Deloitte Digital returned to Bank Innovation this year, listening carefully for how participants are moving innovation out of the lab and into mainstream. Below are 10 lessons entrepreneurs, bankers, and advisors at the conference brought to light for financial industry professionals.*
1. Identify your risk tolerance before innovating. Spending time up front to determine how much risk you are willing to incur will save you time and money mid-project. Given the many layers of risk evaluation, protocols, and required approvals inherent in the banking industry, banks must develop a framework for risk acceptance to allow partnerships with less mature companies that are unlikely to have similarly expansive legal departments and risk processes.
2. Know your horizon of innovation. It is important that you understand the timeline on which you should expect to see results from investments. Are you pursuing a short-term solution with an immediate impact? Or are you pursuing a long-term shift in a business model through multiple phases of investment? Identify and communicate the horizon clearly across your organization before investing so you don’t misallocate your resources.
3. Reward the process. Too often companies reward the wrong metrics. Simply rewarding results without considering the project’s evolving impact can incentivize employees to continue working on a project that should not draw further investment. Employees may drag out an effort, determined to make it work – to deliver results. Instead, reward adherence to the innovation process itself. Rewarding the process incentivizes employees to throw out bad ideas sooner.
4. Don’t bet the farm. It’s okay to fail as long as you’re moving fast and not spending a lot of money each time. Don’t focus on one solution as the “silver bullet” the first time you step into the innovation arena. Start small, build a prototype, stick to the process, accept failure if it isn’t working, and only then look for ways to scale with greater investment. Test your solution before betting the farm, and be prepared for the possibility of failure. Making an innovative solution real is as much a mental mindset as it is a process.
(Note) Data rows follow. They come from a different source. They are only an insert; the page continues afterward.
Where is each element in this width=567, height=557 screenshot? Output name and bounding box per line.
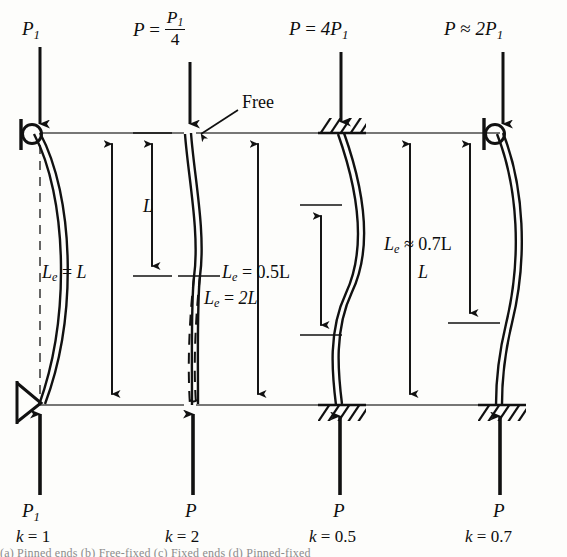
column-d-k-label: k = 0.7: [465, 527, 512, 547]
column-a-k-label: k = 1: [16, 527, 50, 547]
column-d-top-load-label: P ≈ 2P1: [444, 18, 503, 43]
column-c-bottom-fixed-support: [318, 404, 370, 422]
column-b-bottom-cap: [190, 400, 197, 401]
column-c-top-fixed-support: [318, 116, 372, 134]
column-d-group: [448, 52, 530, 495]
column-b-effective-length-label: Le = 2L: [204, 288, 258, 311]
column-c-group: [300, 52, 410, 495]
column-d-effective-length-label: Le ≈ 0.7L: [384, 234, 452, 257]
column-c-bottom-load-label: P: [333, 500, 345, 522]
column-c-top-load-label: P = 4P1: [289, 18, 348, 43]
column-a-effective-length-label: Le = L: [42, 262, 87, 285]
column-a-top-load-label: P1: [22, 18, 40, 43]
column-c-deformed-shape: [333, 133, 365, 405]
column-a-bottom-pin-support: [17, 381, 41, 424]
column-c-effective-length-label: Le = 0.5L: [222, 262, 290, 285]
column-b-length-label: L: [143, 196, 153, 217]
column-d-bottom-fixed-support: [478, 404, 530, 422]
column-a-bottom-load-label: P1: [22, 500, 40, 525]
column-b-free-end-label: Free: [242, 92, 274, 113]
column-d-bottom-load-label: P: [493, 500, 505, 522]
column-b-bottom-load-label: P: [185, 500, 197, 522]
column-b-free-pointer: [201, 110, 238, 134]
column-b-k-label: k = 2: [165, 527, 199, 547]
column-c-length-label: L: [418, 262, 428, 283]
column-b-top-load-label: P = P1 4: [133, 8, 185, 48]
column-d-deformed-shape: [496, 133, 522, 405]
column-c-k-label: k = 0.5: [309, 527, 356, 547]
column-b-deformed-shape: [185, 133, 202, 405]
figure-caption-clipped: (a) Pinned ends (b) Free-fixed (c) Fixed…: [0, 546, 567, 557]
5. View your engineers as assets, not resources. There’s a growing trend among banks to call themselves technology companies. As one might aptly recognize, a name does not a technology company make. A culture of viewing one’s engineers as assets rather than resources may differentiate those who are serious about investing in innovation vs. those who are dabbling their toes in the water, whether consciously or unconsciously resistant to change.
6. Practice. Each successive time a team works together to bring an innovative solution to reality, the team gets better at doing it. Much like a sports team that gets rusty if it doesn’t practice weekly or even daily, your team is unlikely to function as well as it could if it only works together occasionally. Successful, sustainable innovation takes practice and introduces new kinds of unanticipated risks that require making perhaps unfamiliar decisions. The more often your team is faced with them, the better they will get at effectively addressing them.
7. Look for partners, not competitors. Shift your focus increasingly from disruption to collaboration. Be opportunistic, be global, and be open to partnering with companies that otherwise might look like competitors. The success of multiple technologies developed today hinges on broad adoption across markets. There is great potential for making recently discovered innovations real, and even greater potential if companies work together.
8. Don’t underestimate your people. Your people know your business and your pain points best. They are smart, capable, and often interested in learning about potential partners developing solutions that impact their lines of business. Encourage them to build their knowledge, to become in-house subject matter experts, and involve them in potential investment conversations. Value can be unlocked simply by empowering the people who are confronted firsthand with your pain points, day in and day out.
9. Target only the right partnerships. Rather than looking across the ocean of potential fintech partners in a line of business – for instance, in lending or payments – identify the specific pain point you have and target vendors known to address that point specifically. Get the help of an experienced advisor who understands your business and knows the fintech ecosystem well to help you efficiently and effectively drill down to address the right pain points and execute the best solution.
10. Look for a scalable way to build trust. The very nature of financial services requires trusting institutions with highly sensitive personal information. Customers are often asked to provide earnings histories, social security numbers, detailed contact information, and additional measures of overall financial health. They are also at times asked to send their hard-earned money halfway around the globe. New technologies in financial services demand a higher level of trust than new technologies in many other industries – even for Millennials, who have a lower bar for adopting unfamiliar digital services. To build this trust, transparency is key.
*These lessons were drawn from remarks made by various conference speakers, in particular Chris Larsen of Ripple Labs, Dan Kimerling of Silicon Valley Bank, Scarlett Sieber of BBVA, and Matt Openheimer of Remitly, among others.
Jessica Renier is a Manager in Deloitte Consulting LLP’s Strategy and Operations practice focused on the banking industry and Blockchain technology. Jessica spent five years with the Federal Reserve Bank prior to joining Deloitte, and holds an MBA from Stanford University’s Graduate School of Business.